In the Land of the Long White Cloud
many lamb births that the shepherds had helped with as she watched in secret. That experience might be helpful here too. Taking heart, she reached for the little head, tugging while Helen wheezed and screamed in pain. This drove the little head all the way out. Gwyneira pulled when she saw the shoulders—and suddenly the baby was there, and Gwyneira was staring into its wrinkly little face.
“Cut now,” Rongo said calmly. “Cut cord off. Beautiful baby, Mrs. O’Keefe. Boy!”
“A little boy?” Helen moaned, attempting to sit up. “Really?”
“Looks that way,” said Gwyneira.
Rongo reached for the knife she had laid out earlier and cut through the umbilical cord. “Now must breathe!”
The baby did not just breathe; it started bawling right away.
Gwyneira beamed. “Looks like he’s healthy!”
“Surely healthy…I said, healthy…” The voice came from the door. Matahorua, the Maori
tohunga
, entered the room. As protection against the cold and wet, she had wound a blanket around her body, securing it with a belt. Her many tattoos were more clearly visible than usual, as the old woman was pale from the cold, maybe from weariness too.
“Me sorry, but other baby…”
“Is the other baby healthy too?” Helen asked languidly.
“No. Dead. But mama live. You beautiful son!”
Matahorua now took charge in the nursery. She cleaned off the little one and charged Dorothy with heating water for a bath. Before doing anything else, though, she laid the baby in Helen’s arms.
“My little son,” whispered Helen. “How tiny he is…I’ll name him Ruben, after my father.”
“Doesn’t Mr. O’Keefe have a say in that as well?” Gwyneira asked. In her circles, it was customary for the father to at least agree to the name of a male child.
“Where is Howard?” Helen asked scornfully. “He knew the baby would be born any day now, but instead of being here for me, he’s bent over the bar in some pub, drinking away the money he earned with his mutton. He has no right to give my son a name!”
Matahorua nodded. “Right. Is your son.”
Gwyneira, Rongo, and Dorothy gave the baby a bath. Dorothy had finally stopped weeping and now could not tear her gaze from the infant.
“He’s so sweet, miss. Look, he’s already laughing!”
Gwyneira was thinking less about the baby’s facial expressions than about the business of his birth. Aside from the fact that it took longer,it hadn’t been all that different from the birth of a foal or a lamb, not even in the discharge of the afterbirth. Matahorua advised Helen to bury this in a particularly beautiful place and to plant a tree there.
“
Whenua
to
whenua
—soil,” said Matahorua.
Helen promised to honor the tradition while Gwyneira continued her musings.
If the birth of a human child was like that of an animal, then in all likelihood conception was too. Gwyneira blushed as it all became clear to her, but now she had a pretty good idea what wasn’t working with Lucas.
Finally Helen lay happily in a freshly made bed, her sleeping baby in her arms. He had already eaten—Matahorua had insisted on placing the baby on Helen’s breast, though the business of nursing was embarrassing to her. She would have preferred to have the baby grow up on cow’s milk.
“Is good for baby. Cow milk good for cows,” Matahorua declared decisively.
Again, the parallel to animals. Gwyneira had learned a great deal that night.
Meanwhile, Helen found time to think of others. Gwyneira had been wonderful. What would she ever have done without her support? Now she had the opportunity to repay her.
“Matahorua,” she turned to the
tohunga
. “This is the friend we recently spoke about. With the…the…”
“Who thinks she not have baby?” asked Matahorua, casting a searching gaze over Gwyneira, her breasts, and her nether regions. What she saw seemed to please her. “Yes, yes,” she announced finally. “Beautiful woman. Very healthy. Can have many babies, good babies.”
“But she’s been trying so long now,” Helen said doubtfully.
Matahorua shrugged.
“Try with other man,” she advised placidly.
Gwyneira wondered whether she should ride home at this hour. It had long since turned dark, cold, and foggy. On the other hand, Lucas and the others would be worried to death if she didn’t return. And what would Howard O’Keefe say when he arrived home, most likely drunk, to find a Warden in his house?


- **Exercise objective**
From the entries below, copy every line that holds the word "year".

(Figure record extracts)
⟨

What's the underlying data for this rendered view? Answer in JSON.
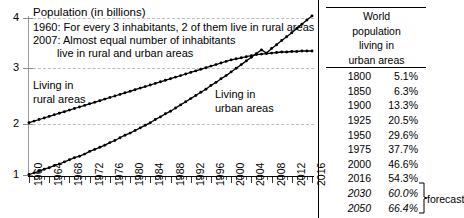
{
  "chart_data": {
    "type": "line",
    "title": "Population (in billions)",
    "xlabel": "",
    "ylabel": "Population (in billions)",
    "ylim": [
      1,
      4
    ],
    "xlim": [
      1960,
      2016
    ],
    "yticks": [
      1,
      2,
      3,
      4
    ],
    "grid": true,
    "legend_position": "inline-annotations",
    "x": [
      1960,
      1961,
      1962,
      1963,
      1964,
      1965,
      1966,
      1967,
      1968,
      1969,
      1970,
      1971,
      1972,
      1973,
      1974,
      1975,
      1976,
      1977,
      1978,
      1979,
      1980,
      1981,
      1982,
      1983,
      1984,
      1985,
      1986,
      1987,
      1988,
      1989,
      1990,
      1991,
      1992,
      1993,
      1994,
      1995,
      1996,
      1997,
      1998,
      1999,
      2000,
      2001,
      2002,
      2003,
      2004,
      2005,
      2006,
      2007,
      2008,
      2009,
      2010,
      2011,
      2012,
      2013,
      2014,
      2015,
      2016
    ],
    "xtick_labels": [
      "1960",
      "1964",
      "1968",
      "1972",
      "1976",
      "1980",
      "1984",
      "1988",
      "1992",
      "1996",
      "2000",
      "2004",
      "2008",
      "2012",
      "2016"
    ],
    "series": [
      {
        "name": "Living in rural areas",
        "values": [
          2.0,
          2.03,
          2.06,
          2.09,
          2.12,
          2.15,
          2.18,
          2.21,
          2.24,
          2.27,
          2.3,
          2.33,
          2.36,
          2.39,
          2.42,
          2.45,
          2.48,
          2.51,
          2.54,
          2.57,
          2.6,
          2.63,
          2.66,
          2.69,
          2.72,
          2.75,
          2.78,
          2.81,
          2.84,
          2.87,
          2.9,
          2.93,
          2.96,
          2.99,
          3.02,
          3.05,
          3.08,
          3.11,
          3.14,
          3.17,
          3.2,
          3.22,
          3.24,
          3.26,
          3.28,
          3.3,
          3.31,
          3.32,
          3.33,
          3.34,
          3.35,
          3.35,
          3.36,
          3.36,
          3.37,
          3.37,
          3.37
        ]
      },
      {
        "name": "Living in urban areas",
        "values": [
          1.01,
          1.04,
          1.07,
          1.11,
          1.14,
          1.18,
          1.21,
          1.25,
          1.29,
          1.33,
          1.36,
          1.4,
          1.45,
          1.49,
          1.53,
          1.57,
          1.62,
          1.66,
          1.71,
          1.76,
          1.8,
          1.85,
          1.9,
          1.95,
          2.0,
          2.06,
          2.11,
          2.17,
          2.22,
          2.28,
          2.34,
          2.4,
          2.46,
          2.52,
          2.58,
          2.64,
          2.71,
          2.77,
          2.84,
          2.9,
          2.97,
          3.04,
          3.11,
          3.18,
          3.25,
          3.32,
          3.39,
          3.33,
          3.42,
          3.49,
          3.57,
          3.64,
          3.72,
          3.8,
          3.88,
          3.96,
          4.04
        ]
      }
    ],
    "annotations": [
      "1960: For every 3 inhabitants, 2 of them live in rural areas",
      "2007: Almost equal number of inhabitants",
      "live in rural and urban areas"
    ],
    "series_labels": {
      "rural": "Living in\nrural areas",
      "urban": "Living in\nurban areas"
    }
  },
  "axis": {
    "title": "Population (in billions)",
    "ytick_labels": [
      "4",
      "3",
      "2",
      "1"
    ],
    "xtick_labels": [
      "1960",
      "1964",
      "1968",
      "1972",
      "1976",
      "1980",
      "1984",
      "1988",
      "1992",
      "1996",
      "2000",
      "2004",
      "2008",
      "2012",
      "2016"
    ]
  },
  "notes": {
    "line1": "1960: For every 3 inhabitants, 2 of them live in rural areas",
    "line2": "2007: Almost equal number of inhabitants",
    "line3": "live in rural and urban areas"
  },
  "inline_labels": {
    "rural_l1": "Living in",
    "rural_l2": "rural areas",
    "urban_l1": "Living in",
    "urban_l2": "urban areas"
  },
  "table": {
    "header_lines": [
      "World",
      "population",
      "living in",
      "urban areas"
    ],
    "rows": [
      {
        "year": "1800",
        "pct": "5.1%",
        "forecast": false
      },
      {
        "year": "1850",
        "pct": "6.3%",
        "forecast": false
      },
      {
        "year": "1900",
        "pct": "13.3%",
        "forecast": false
      },
      {
        "year": "1925",
        "pct": "20.5%",
        "forecast": false
      },
      {
        "year": "1950",
        "pct": "29.6%",
        "forecast": false
      },
      {
        "year": "1975",
        "pct": "37.7%",
        "forecast": false
      },
      {
        "year": "2000",
        "pct": "46.6%",
        "forecast": false
      },
      {
        "year": "2016",
        "pct": "54.3%",
        "forecast": false
      },
      {
        "year": "2030",
        "pct": "60.0%",
        "forecast": true
      },
      {
        "year": "2050",
        "pct": "66.4%",
        "forecast": true
      }
    ],
    "forecast_label": "forecast"
  },
  "colors": {
    "series": "#000000",
    "gridline": "#bdbdbd",
    "axis": "#9a9a9a",
    "text": "#000000"
  }
}
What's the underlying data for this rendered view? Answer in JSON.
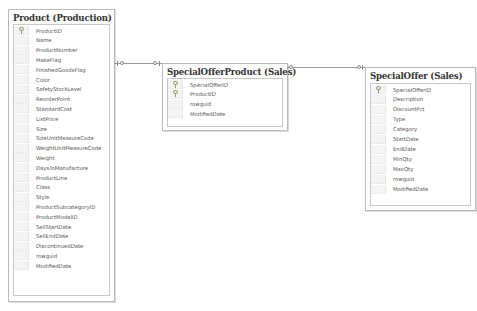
{
  "diagram": {
    "tables": [
      {
        "id": "product",
        "title": "Product (Production)",
        "columns": [
          {
            "name": "ProductID",
            "key": true
          },
          {
            "name": "Name",
            "key": false
          },
          {
            "name": "ProductNumber",
            "key": false
          },
          {
            "name": "MakeFlag",
            "key": false
          },
          {
            "name": "FinishedGoodsFlag",
            "key": false
          },
          {
            "name": "Color",
            "key": false
          },
          {
            "name": "SafetyStockLevel",
            "key": false
          },
          {
            "name": "ReorderPoint",
            "key": false
          },
          {
            "name": "StandardCost",
            "key": false
          },
          {
            "name": "ListPrice",
            "key": false
          },
          {
            "name": "Size",
            "key": false
          },
          {
            "name": "SizeUnitMeasureCode",
            "key": false
          },
          {
            "name": "WeightUnitMeasureCode",
            "key": false
          },
          {
            "name": "Weight",
            "key": false
          },
          {
            "name": "DaysToManufacture",
            "key": false
          },
          {
            "name": "ProductLine",
            "key": false
          },
          {
            "name": "Class",
            "key": false
          },
          {
            "name": "Style",
            "key": false
          },
          {
            "name": "ProductSubcategoryID",
            "key": false
          },
          {
            "name": "ProductModelID",
            "key": false
          },
          {
            "name": "SellStartDate",
            "key": false
          },
          {
            "name": "SellEndDate",
            "key": false
          },
          {
            "name": "DiscontinuedDate",
            "key": false
          },
          {
            "name": "rowguid",
            "key": false
          },
          {
            "name": "ModifiedDate",
            "key": false
          }
        ]
      },
      {
        "id": "special-offer-product",
        "title": "SpecialOfferProduct (Sales)",
        "columns": [
          {
            "name": "SpecialOfferID",
            "key": true
          },
          {
            "name": "ProductID",
            "key": true
          },
          {
            "name": "rowguid",
            "key": false
          },
          {
            "name": "ModifiedDate",
            "key": false
          }
        ]
      },
      {
        "id": "special-offer",
        "title": "SpecialOffer (Sales)",
        "columns": [
          {
            "name": "SpecialOfferID",
            "key": true
          },
          {
            "name": "Description",
            "key": false
          },
          {
            "name": "DiscountPct",
            "key": false
          },
          {
            "name": "Type",
            "key": false
          },
          {
            "name": "Category",
            "key": false
          },
          {
            "name": "StartDate",
            "key": false
          },
          {
            "name": "EndDate",
            "key": false
          },
          {
            "name": "MinQty",
            "key": false
          },
          {
            "name": "MaxQty",
            "key": false
          },
          {
            "name": "rowguid",
            "key": false
          },
          {
            "name": "ModifiedDate",
            "key": false
          }
        ]
      }
    ],
    "relationships": [
      {
        "from": "Product (Production)",
        "to": "SpecialOfferProduct (Sales)"
      },
      {
        "from": "SpecialOfferProduct (Sales)",
        "to": "SpecialOffer (Sales)"
      }
    ]
  }
}
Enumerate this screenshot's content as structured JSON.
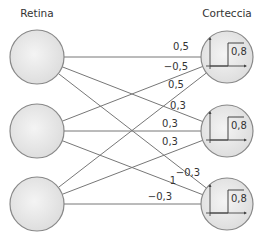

⟩

- **Answer**
        "year": "1800",
        "year": "1850",
        "year": "1900",
        "year": "1925",
        "year": "1950",
        "year": "1975",
        "year": "2000",
        "year": "2016",
        "year": "2030",
        "year": "2050",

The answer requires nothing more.